Did Jesus Mean Hellfire?

Did Jesus Mean Hellfire?

SOME who believe the doctrine of hellfire point to Jesus’ words recorded at Mark 9:48 (or verses 4446). He mentioned worms (or maggots) that do not die and fire that is not quenched. If someone asked you about those words, how would you respond?

Depending on the Bible version being used, the person might read verse 44, 46, or 48 because these verses read similarly in some versions. * The New World Translation reads: “If your eye makes you stumble, throw it away; it is finer for you to enter one-eyed into the kingdom of God than with two eyes to be pitched into Gehenna, where their maggot does not die and the fire is not put out.”​—Mark 9:47, 48.

In any case, some claim that Jesus’ statement supports the view that after death the souls of the wicked suffer forever. For instance, a comment in the Spanish Sagrada Biblia of the University of Navarre says: “Our Lord uses [these words] to refer to the torments of hell.
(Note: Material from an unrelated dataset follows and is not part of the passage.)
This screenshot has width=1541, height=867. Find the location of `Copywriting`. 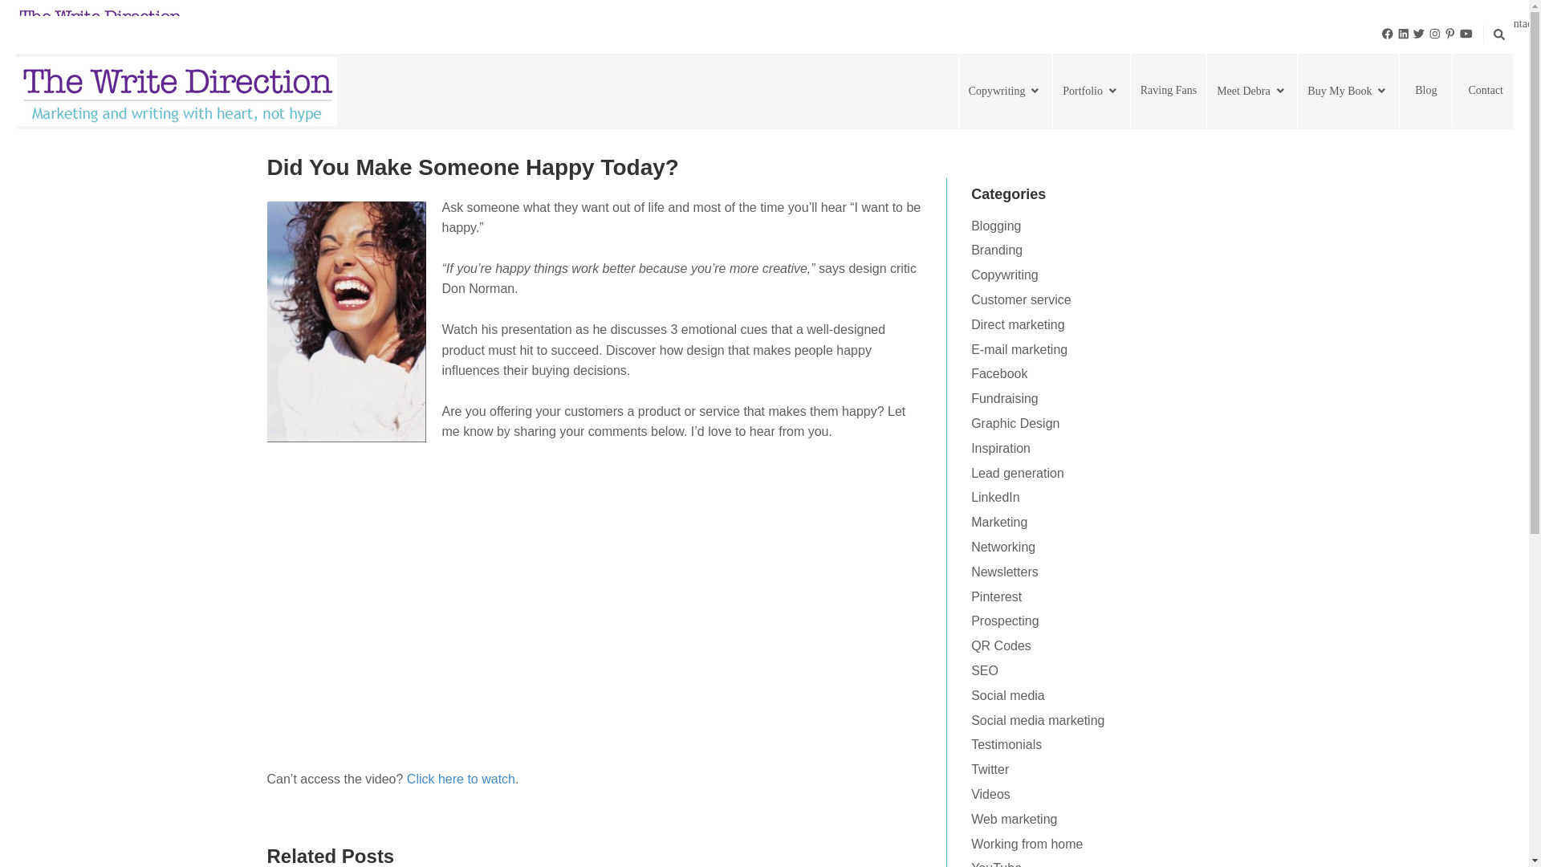

Copywriting is located at coordinates (1005, 90).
Often ‘the worm that does not die’ is explained as the eternal remorse felt by those in hell; and the ‘fire which is not quenched,’ as their physical pain.”

However, compare Jesus’ words with the final verse of Isaiah’s prophecy. * Is it not apparent that Jesus was alluding to the text in Isaiah chapter 66? The prophet there apparently refers to going out “of Jerusalem to the surrounding Hinnom Valley (Gehenna), where human sacrifice was once practiced (Jer 7:31) and which eventually became the city’s refuse heap.” (The Jerome Biblical Commentary) The symbolism at Isaiah 66:24 clearly is not that of people being tortured; it speaks of carcasses. What it refers to as not dying is worms​—not live humans or immortal souls. What, then, is the import of Jesus’ words?

Note the comment on Mark 9:48 in the Catholic work El evangelio de Marcos. Análisis lingüístico y comentario exegético, Volume II: “[The] phrase is taken from Isaiah (66,24). There the prophet shows the two ways corpses were usually destroyed: putrefaction and incineration . . . The juxtaposition in the text of maggots and fire reinforces the idea of destruction. . . . Both destructive forces are described as permanent (‘is not quenched, does not die’): there is simply no way to escape them. In this image, the only survivors are the maggot and the fire​—not man—​and they both annihilate anything that falls within their power. Hence, this is not a description of everlasting torment, but one of total destruction which, as it prevents resurrection from occurring, is tantamount to final death. [Fire] is, then, a symbol of annihilation.”

Anyone who knows that the true God is loving and just should be able to see how reasonable it is to understand Jesus’ words in that way. He was not saying that the wicked will experience everlasting torment. Rather, they are at risk of total destruction that prevents resurrection from occurring.

[Footnotes]

^ par. 3 The most reliable Bible manuscripts do not include verses 44 and 46. Scholars acknowledge that those two verses were likely later additions. Professor Archibald T. Robertson writes: “The oldest and best manuscripts do not give these two verses. They came in from the Western and Syrian (Byzantine) classes. They are a mere repetition of verse 48. Hence we [omit] the numbering 44 and 46 in our verses which are not genuine.”

^ par. 5 “They will actually go forth and look upon the carcasses of the men that were transgressing against me; for the very worms upon them will not die and their fire itself will not be extinguished, and they must become something repulsive to all flesh.”​—Isa. 66:24.